Tuesday 11 October 2016

Return of the Seven (AKA Return of the Magnificent Seven)
Dir: Burt Kennedy
1966
**
The follow up to the classic western The Magnificent Seven is anything but magnificent. There is barely even seven of them. Yul Brynner is the only person to return to the franchise with every other actor, producer and director moving on to better things. It was directed by Burt Kennedy, who was no John Sturges but was a pretty good western director with some pretty impressive (and underrated) titles under his belt and it was written by the great Larry Cohen, a writer/director I've always had a soft spot for who in all fairness is better suited to cheap horror rather than cowboy movies. Brynner doesn't quite have the same dynamic he had in the first film, he looks a little lethargic, like he had no enthusiasm for the project but the money was good. No one is really sure why Steve McQueen didn't return but why his character was replaced, rather than rewritten as someone else is more troubling. I like Robert Fuller but he neither looks nor sounds like McQueen and was an odd choice to play the role of Vin Tanner. He could have easily been written as someone else and the film would have been better for it. The same can be said for the character of Chico. While I didn't love Horst Buchholz character from the original film, replacing a German man with a Spaniard (Julian Mateos) is one of the worst continuity errors I've seen (the fact he was shot at least five times and still survived is just as puzzling). Chico stayed in the village after the end of the last film but how he literally became Mexican is beyond me? The rest of the seven suffer from a distinct lack of character development. I really liked Virgilio Teixeira's Luis (a charming bandit) and Warren Oates' Colbee, a gunslinger, comedian and ladies’ man. Claude Akin's silent gunslinger Frank and Jordan Christopher's bull/cock fighting Manuel failed to live up to their exciting introductions. Emilio Fernandez was a huge Mexican actor but his villainous Lorca never really had the threat or terror needed for the audience to really feel like the farmers were ever in real danger. The farmers themselves could have been played by cattle, it's certainly how they are treated. The story is similar to the first but with absolutely no panache. It's quite dull and uninteresting and woefully predictable, so much so that even Elmer Bernstein's booming score (which was nominated at the Academy Awards) couldn't muster the desired excitement of the first. It's no wonder they dropped the 'Magnificent' in the original title.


_Exercise requirements_
Since pictures are not wanted in the copy, output only the rest of each record exactly.

Segment Start: Source material

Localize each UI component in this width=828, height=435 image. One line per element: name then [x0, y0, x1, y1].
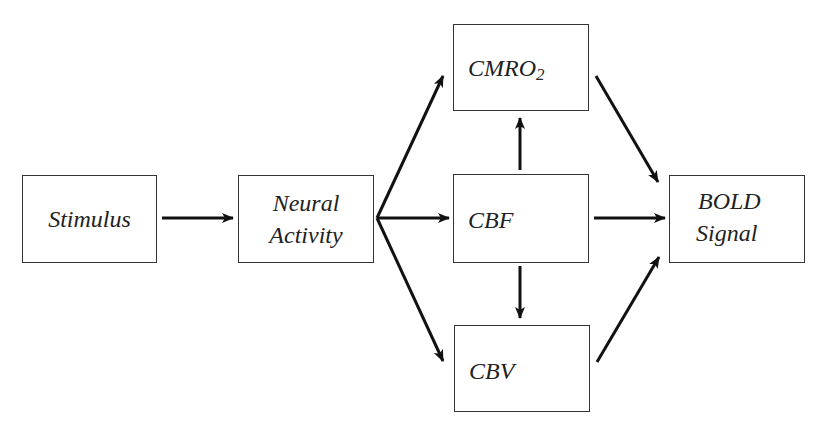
neural-label-line2: Activity	[239, 220, 373, 250]
node-neural-activity: Neural Activity	[238, 175, 374, 263]
node-stimulus: Stimulus	[22, 175, 157, 263]
node-bold-signal: BOLD Signal	[669, 175, 805, 263]
stimulus-label: Stimulus	[23, 204, 156, 234]
cmro2-label-text: CMRO	[468, 55, 536, 81]
bold-label-line2: Signal	[696, 218, 757, 248]
node-cbv: CBV	[454, 325, 590, 412]
cmro2-subscript: 2	[536, 65, 545, 84]
arrow-cmro2-to-bold	[596, 76, 658, 182]
arrow-neural-to-cbv	[377, 218, 443, 361]
cbf-label: CBF	[468, 205, 513, 235]
neural-label-line1: Neural	[239, 188, 373, 218]
cbv-label: CBV	[469, 356, 514, 386]
arrow-cbv-to-bold	[597, 257, 659, 362]
cmro2-label: CMRO2	[468, 53, 545, 90]
bold-label-line1: BOLD	[698, 186, 761, 216]
node-cbf: CBF	[453, 174, 589, 263]
node-cmro2: CMRO2	[453, 24, 589, 111]
arrow-neural-to-cmro2	[377, 76, 443, 218]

Segment End: Source material

_Task response_
Localize each UI component in this width=828, height=435 image. One line per element: name then [x0, y0, x1, y1].
neural-label-line2: Activity	[239, 220, 373, 250]
node-neural-activity: Neural Activity	[238, 175, 374, 263]
node-stimulus: Stimulus	[22, 175, 157, 263]
node-bold-signal: BOLD Signal	[669, 175, 805, 263]
stimulus-label: Stimulus	[23, 204, 156, 234]
cmro2-label-text: CMRO	[468, 55, 536, 81]
bold-label-line2: Signal	[696, 218, 757, 248]
node-cbv: CBV	[454, 325, 590, 412]
cmro2-subscript: 2	[536, 65, 545, 84]
arrow-cmro2-to-bold	[596, 76, 658, 182]
arrow-neural-to-cbv	[377, 218, 443, 361]
cbf-label: CBF	[468, 205, 513, 235]
neural-label-line1: Neural	[239, 188, 373, 218]
cbv-label: CBV	[469, 356, 514, 386]
arrow-cbv-to-bold	[597, 257, 659, 362]
cmro2-label: CMRO2	[468, 53, 545, 90]
bold-label-line1: BOLD	[698, 186, 761, 216]
node-cbf: CBF	[453, 174, 589, 263]
node-cmro2: CMRO2	[453, 24, 589, 111]
arrow-neural-to-cmro2	[377, 76, 443, 218]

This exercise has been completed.